Blog January 9, 2019
APAP Showcase with Mdou Moctar, BCUC, La Mecanica Popular, and Yonatan Gat

It was an insane weekend for music in New York, even by New York standards. The world music showcase globalFEST completely consumed my Sunday, but we’ll get to that later, once I sort through all of the audio and transcribe what felt like a lifetime of interviews.

Instead we’ll focus on the other two shows I attended. The Association of Performing Arts Professionals (APAP) was in town, and after two days of the conference in a midtown hotel basement, they redeemed themselves with a stellar showcase down at DROM in the East Village Saturday night, featuring Toomai String Quintet with Miss YaYa, Yeni Nostalji, Bil Afrah Project, Mdou Moctar, BCUC, Yonatan Gat and the Eastern Medicine Singers, La Mecánica Popular and Greek Judas. Niger's Mdou Moctar also played a sold-out show at Baby’s All Right in Williamsburg on Friday.

Mdou and his band are always a must-see, so I’m glad I saw ‘em twice. Both the New Yorker and New York Times encouraged their readers to check it out, and the show sold out—evidence of a rising profile for the Tuareg guitar wizard even over a span when he released only a three-song EP.

Photos by Ben Richmond
Photos by Ben Richmond

The South African group BCUC was in town for Sunday’s globalFEST, but they were the secret guest at the DROM showcase on Saturday. With all the groups playing half-hour sets, BCUC only got to play two abridged versions of their trademark extremely long songs. But even if the group’s jamming was attenuated, the intensity sure wasn’t. It reminded me of the hardcore shows I’d go to in high school, all sweat and raw throats, but much better on rhythm and many more mini-sermons about respecting and loving our parents and grandparents.

The guitarist Yonatan Gat teamed up with an Algonquin Native musical group, the Eastern Medicine Singers, on his 2018 record, Universalists. I really liked Gat’s 2015, Brazil-inflected noisy record, Director, but I don’t know if I loved it until I saw them set up in the middle of the floor at Brooklyn’s Bell House and rock us all in a circle that was less “Kumbaya” and more “Oh hell yeah!” And likewise, even after they independently knocked the DROM show off schedule by taking three times as long to set up as anyone else, seeing Gat and the Eastern Medicine Singers live cast the music in a new light. The songs started with and centered on the drums, but when Gat and the bassist exploded in a Link Wray riff, the lines between “world” and “rock” music seemed utterly silly (although perhaps Wray being Shawnee already blurred that line).

La Mecanica Popular was a very chill comedown at around one in the morning for those of us still at DROM. I consumed  a lot of chicha, psychedelic retro-inflected cumbia, last year, and La Mecanica Popular’s song cycle album Roza Cruz was one of my favorites. Anchored by a throbbing rhythm section, the guitar and keyboards had free rein to blur into dissonance. Live, melodic ideas were bounced back and forth. They made the most of their witching hour time slot.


Pull out every line with the word "SPACECRAFT" from the entries below.

++++ The input ++++

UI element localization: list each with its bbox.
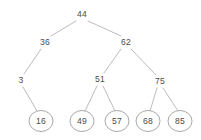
node-label-36: 36 [40,37,50,47]
edges-group [23,21,178,111]
binary-tree-figure: 443662351751649576885 [0,0,201,140]
tree-node-3[interactable]: 3 [19,75,24,85]
tree-node-68[interactable]: 68 [136,111,160,132]
node-label-57: 57 [112,116,122,126]
tree-node-57[interactable]: 57 [105,111,129,132]
tree-edge-n75-n68 [150,88,157,111]
tree-node-49[interactable]: 49 [70,111,94,132]
node-label-62: 62 [121,37,131,47]
tree-node-16[interactable]: 16 [29,111,53,132]
tree-edge-n44-n62 [88,21,121,36]
node-label-68: 68 [143,116,153,126]
tree-edge-n62-n75 [131,49,156,75]
node-label-44: 44 [77,9,87,19]
tree-edge-n51-n57 [103,86,115,111]
tree-node-51[interactable]: 51 [95,74,105,84]
node-label-49: 49 [77,116,87,126]
tree-edge-n75-n85 [163,88,178,111]
tree-canvas: 443662351751649576885 [0,0,201,140]
tree-edge-n36-n3 [24,49,41,74]
tree-node-36[interactable]: 36 [40,37,50,47]
node-label-3: 3 [19,75,24,85]
tree-edge-n3-n16 [23,87,37,111]
tree-node-75[interactable]: 75 [155,76,165,86]
node-label-51: 51 [95,74,105,84]
tree-edge-n51-n49 [85,86,97,111]
tree-node-44[interactable]: 44 [77,9,87,19]
node-label-75: 75 [155,76,165,86]
node-label-16: 16 [36,116,46,126]
tree-node-62[interactable]: 62 [121,37,131,47]
tree-edge-n62-n51 [104,49,121,73]
node-label-85: 85 [175,116,185,126]
tree-node-85[interactable]: 85 [168,111,192,132]
tree-edge-n44-n36 [51,21,76,36]
nodes-group: 443662351751649576885 [19,9,192,132]
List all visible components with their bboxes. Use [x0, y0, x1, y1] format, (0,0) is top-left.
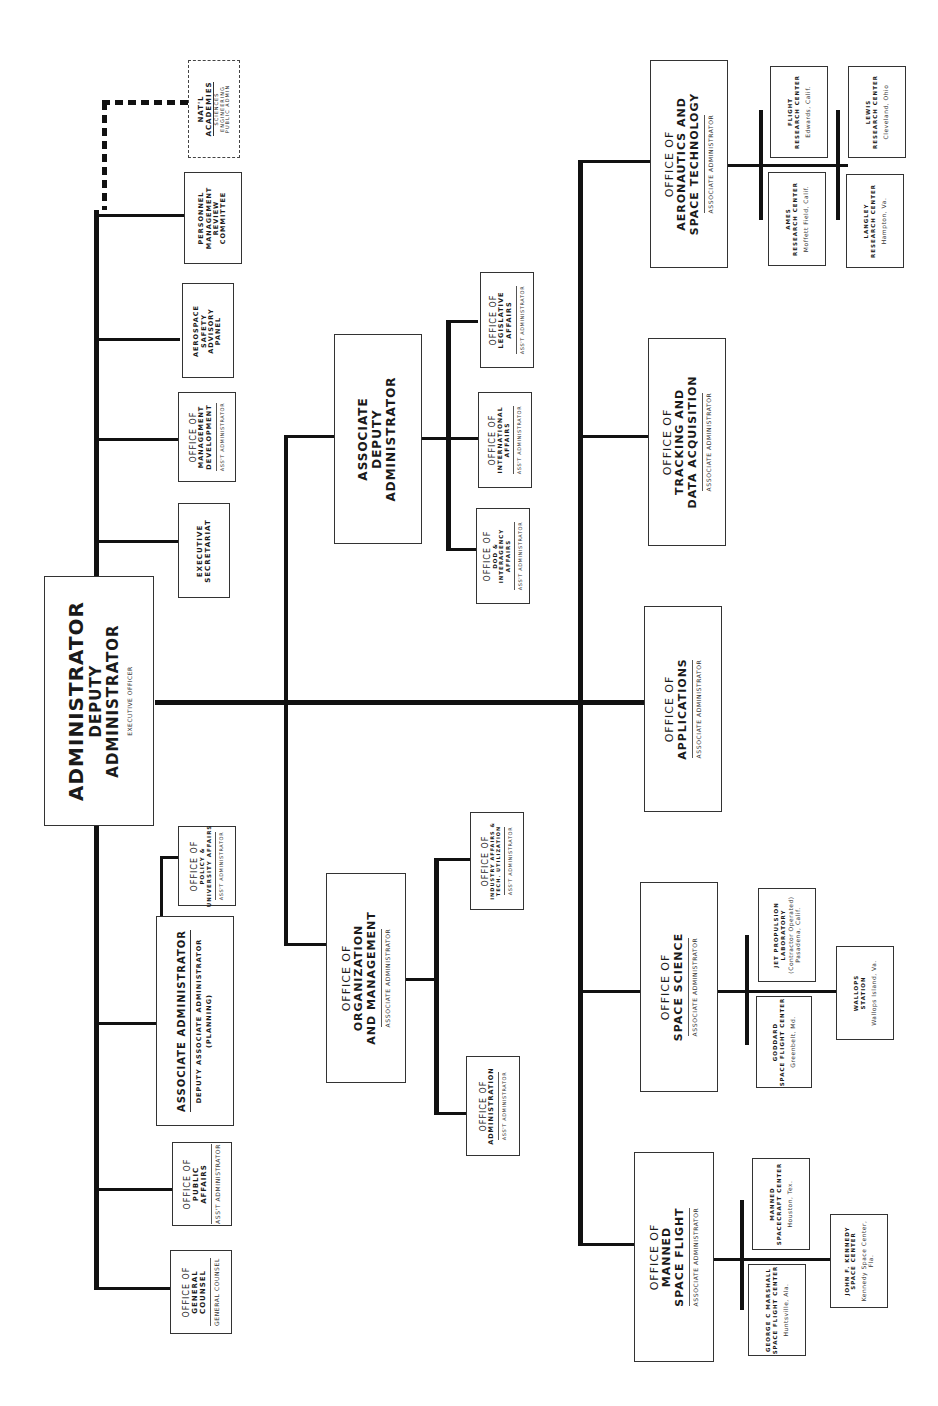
- god-l2: SPACE FLIGHT CENTER: [779, 998, 785, 1087]
- om-l3: AND MANAGEMENT: [366, 911, 379, 1045]
- branch-policy-h: [160, 856, 178, 859]
- node-aerospace-safety[interactable]: AEROSPACE SAFETY ADVISORY PANEL: [182, 283, 234, 378]
- aer-l3: SPACE TECHNOLOGY: [689, 93, 702, 235]
- node-wallops[interactable]: WALLOPS STATION Wallops Island, Va.: [836, 946, 894, 1040]
- node-associate-administrator[interactable]: ASSOCIATE ADMINISTRATOR DEPUTY ASSOCIATE…: [156, 916, 234, 1126]
- pa-l2: PUBLIC: [192, 1167, 200, 1201]
- aa-l2: DEPUTY ASSOCIATE ADMINISTRATOR: [196, 939, 203, 1104]
- node-kennedy[interactable]: JOHN F. KENNEDY SPACE CENTER Kennedy Spa…: [830, 1214, 888, 1308]
- node-administrator[interactable]: ADMINISTRATOR DEPUTY ADMINISTRATOR EXECU…: [44, 576, 154, 826]
- es-l1: EXECUTIVE: [196, 524, 204, 576]
- ken-l2: SPACE CENTER: [850, 1232, 856, 1290]
- om-l2: ORGANIZATION: [353, 925, 366, 1031]
- node-applications[interactable]: OFFICE OF APPLICATIONS ASSOCIATE ADMINIS…: [644, 606, 722, 812]
- node-industry-affairs[interactable]: OFFICE OF INDUSTRY AFFAIRS & TECH. UTILI…: [470, 812, 524, 910]
- aa-l1: ASSOCIATE ADMINISTRATOR: [176, 930, 191, 1112]
- pa-l1: OFFICE OF: [183, 1159, 192, 1210]
- dod-l4: AFFAIRS: [505, 540, 511, 573]
- node-langley[interactable]: LANGLEY RESEARCH CENTER Hampton, Va.: [846, 174, 904, 268]
- frc-l2: RESEARCH CENTER: [794, 75, 800, 149]
- ames-loc: Moffett Field, Calif.: [802, 186, 809, 252]
- org-chart: ADMINISTRATOR DEPUTY ADMINISTRATOR EXECU…: [0, 0, 938, 1406]
- node-space-science[interactable]: OFFICE OF SPACE SCIENCE ASSOCIATE ADMINI…: [640, 882, 718, 1092]
- node-manned-space-flight[interactable]: OFFICE OF MANNED SPACE FLIGHT ASSOCIATE …: [634, 1152, 714, 1362]
- node-general-counsel[interactable]: OFFICE OF GENERAL COUNSEL GENERAL COUNSE…: [170, 1250, 232, 1334]
- msf-sub: ASSOCIATE ADMINISTRATOR: [689, 1208, 699, 1307]
- mar-l2: SPACE FLIGHT CENTER: [772, 1266, 778, 1355]
- app-sub: ASSOCIATE ADMINISTRATOR: [692, 660, 702, 759]
- trk-l2: TRACKING AND: [674, 389, 687, 495]
- lan-l2: RESEARCH CENTER: [870, 184, 876, 258]
- admin-deputy-2: ADMINISTRATOR: [105, 624, 122, 777]
- msc-l2: SPACECRAFT CENTER: [776, 1163, 782, 1246]
- ia-sub: ASS'T ADMINISTRATOR: [513, 406, 522, 474]
- node-aeronautics[interactable]: OFFICE OF AERONAUTICS AND SPACE TECHNOLO…: [650, 60, 728, 268]
- jpl-loc: (Contractor Operated): [787, 896, 794, 973]
- md-l3: DEVELOPMENT: [206, 404, 213, 469]
- gc-l2: GENERAL: [191, 1270, 199, 1313]
- node-marshall[interactable]: GEORGE C MARSHALL SPACE FLIGHT CENTER Hu…: [748, 1264, 806, 1356]
- node-administration[interactable]: OFFICE OF ADMINISTRATION ASS'T ADMINISTR…: [466, 1056, 520, 1156]
- msc-loc: Houston, Tex.: [786, 1181, 793, 1228]
- msf-spine: [740, 1200, 744, 1310]
- ss-l1: OFFICE OF: [660, 954, 673, 1021]
- dod-l1: OFFICE OF: [483, 531, 492, 582]
- ia-l3: AFFAIRS: [504, 423, 511, 458]
- admin-title: ADMINISTRATOR: [65, 601, 88, 801]
- pu-l3: UNIVERSITY AFFAIRS: [206, 825, 212, 908]
- node-lewis[interactable]: LEWIS RESEARCH CENTER Cleveland, Ohio: [848, 66, 906, 158]
- branch-general-counsel: [94, 1287, 170, 1290]
- to-legislative: [446, 320, 478, 323]
- la-sub: ASS'T ADMINISTRATOR: [516, 286, 525, 354]
- node-flight-research[interactable]: FLIGHT RESEARCH CENTER Edwards, Calif.: [770, 66, 828, 158]
- aero-spine-1: [759, 110, 763, 220]
- trk-l3: DATA ACQUISITION: [687, 376, 700, 509]
- ken-loc2: Fla.: [867, 1255, 874, 1268]
- branch-associate-admin: [94, 1022, 156, 1025]
- node-personnel-review[interactable]: PERSONNEL MANAGEMENT REVIEW COMMITTEE: [184, 172, 242, 264]
- branch-aerospace: [94, 338, 180, 341]
- node-public-affairs[interactable]: OFFICE OF PUBLIC AFFAIRS ASS'T ADMINISTR…: [172, 1142, 232, 1226]
- aa-l3: (PLANNING): [206, 994, 213, 1048]
- node-ames[interactable]: AMES RESEARCH CENTER Moffett Field, Cali…: [768, 172, 826, 266]
- gc-l3: COUNSEL: [199, 1270, 207, 1314]
- node-jpl[interactable]: JET PROPULSION LABORATORY (Contractor Op…: [758, 888, 816, 982]
- branch-personnel: [94, 214, 184, 217]
- org-mgmt-out: [405, 978, 437, 981]
- node-policy-university[interactable]: OFFICE OF POLICY & UNIVERSITY AFFAIRS AS…: [178, 826, 236, 906]
- na-l1: NAT'L: [197, 95, 205, 122]
- node-goddard[interactable]: GODDARD SPACE FLIGHT CENTER Greenbelt, M…: [756, 996, 812, 1088]
- ad-l2: DEPUTY: [371, 409, 385, 469]
- lew-loc: Cleveland, Ohio: [882, 85, 889, 140]
- ss-sub: ASSOCIATE ADMINISTRATOR: [688, 938, 698, 1037]
- node-tracking[interactable]: OFFICE OF TRACKING AND DATA ACQUISITION …: [648, 338, 726, 546]
- dod-sub: ASS'T ADMINISTRATOR: [514, 522, 523, 590]
- node-international-affairs[interactable]: OFFICE OF INTERNATIONAL AFFAIRS ASS'T AD…: [478, 392, 532, 488]
- node-executive-secretariat[interactable]: EXECUTIVE SECRETARIAT: [178, 503, 230, 598]
- main-trunk-line: [155, 700, 650, 705]
- wal-l2: STATION: [860, 976, 866, 1009]
- ss-l2: SPACE SCIENCE: [673, 933, 686, 1041]
- org-mgmt-spine: [434, 858, 439, 1115]
- lew-l2: RESEARCH CENTER: [872, 75, 878, 149]
- aero-out: [728, 164, 848, 167]
- node-natl-academies[interactable]: NAT'L ACADEMIES SCIENCES ENGINEERING PUB…: [188, 60, 240, 158]
- to-administration: [434, 1112, 470, 1115]
- node-management-development[interactable]: OFFICE OF MANAGEMENT DEVELOPMENT ASS'T A…: [178, 392, 236, 482]
- to-tracking: [578, 435, 650, 438]
- om-sub: ASSOCIATE ADMINISTRATOR: [381, 929, 391, 1028]
- app-l2: APPLICATIONS: [677, 658, 690, 760]
- node-associate-deputy[interactable]: ASSOCIATE DEPUTY ADMINISTRATOR: [334, 334, 422, 544]
- node-dod-interagency[interactable]: OFFICE OF DOD & INTERAGENCY AFFAIRS ASS'…: [476, 508, 530, 604]
- md-sub: ASS'T ADMINISTRATOR: [216, 403, 225, 471]
- node-organization-management[interactable]: OFFICE OF ORGANIZATION AND MANAGEMENT AS…: [326, 873, 406, 1083]
- wal-loc: Wallops Island, Va.: [870, 960, 877, 1025]
- to-dod: [446, 548, 478, 551]
- ss-spine: [745, 935, 749, 1045]
- ind-l3: TECH. UTILIZATION: [496, 826, 502, 897]
- ames-l2: RESEARCH CENTER: [792, 182, 798, 256]
- god-loc: Greenbelt, Md.: [789, 1016, 796, 1067]
- node-manned-spacecraft[interactable]: MANNED SPACECRAFT CENTER Houston, Tex.: [752, 1158, 810, 1250]
- node-legislative-affairs[interactable]: OFFICE OF LEGISLATIVE AFFAIRS ASS'T ADMI…: [480, 272, 534, 368]
- gc-sub: GENERAL COUNSEL: [210, 1258, 220, 1326]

++++

*Result of this exercise*.
- msc-l2: SPACECRAFT CENTER: [776, 1163, 782, 1246]
- node-manned-spacecraft[interactable]: MANNED SPACECRAFT CENTER Houston, Tex.: [752, 1158, 810, 1250]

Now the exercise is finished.